One thing was sure, Jimmy thought. These suffering ones certainly must have medical treatment. And so, taking a hasty departure, he flew back to Smithville and got into touch with his chief, setting the story before him fully.

“Get a doctor and rush him to the island,” Mr. Johnson wired back.

Jimmy secured the only physician in the neighborhood, loaded the doctor and the necessary supplies in his plane, and was soon back on the island. The medical assistance came in time. The doctor was able to give immediate treatments and to leave directions for further care.

As for Jimmy himself, nothing was too good for him on the island. The inhabitants would have given him almost anything he asked for, so grateful were they for his efforts in their behalf. But Jimmy wanted nothing. He was more than repaid by their gratitude and their friendship.
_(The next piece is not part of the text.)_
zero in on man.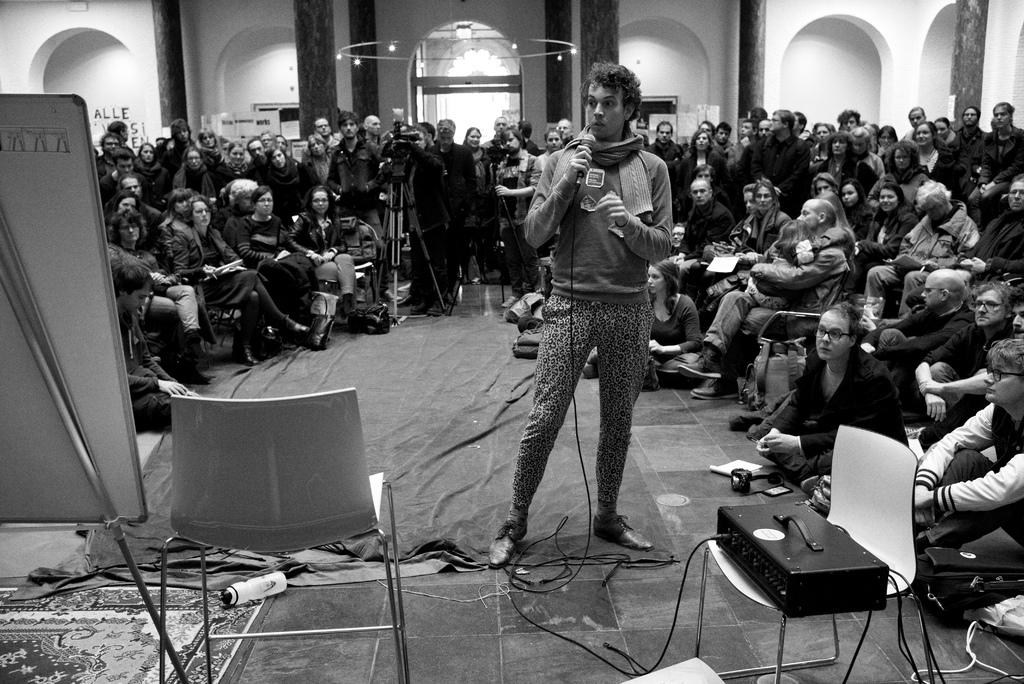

It was with real regret that Jimmy said goodbye to these new-found friends. He was amazed to see how rapidly a mutual feeling of regard had sprung up between these people and himself in such a short time. He understood, of course, that this was because of the unusual conditions under which they had come to know one another. When the time for departure came, he shook hands with them all, promised to come back to the island some time, and then ferried his doctor back to Smithville. And now he went winging his way home across the great Empire State, to his old quarters at the Long Island flying field.

Weeks later Jimmy learned that the rescue efforts he had set in motion had been wholly successful. Every one of the seven sufferers had recovered. But more astonishing than that was the news that for a week after Jimmy’s departure, the sick islanders had daily treatment from the Smithville physician. The rum runner from Canada had flown the physician back and forth every day, as long as it was necessary, in a new plane, and had concluded the matter by paying the doctor handsomely for his services.

Jimmy mused over this for quite a while. “It just shows,” he concluded, “that the poet was right when he said there is so much bad in the best of us and so much good in the worst of us that we ought to be mighty careful what we say about anybody.”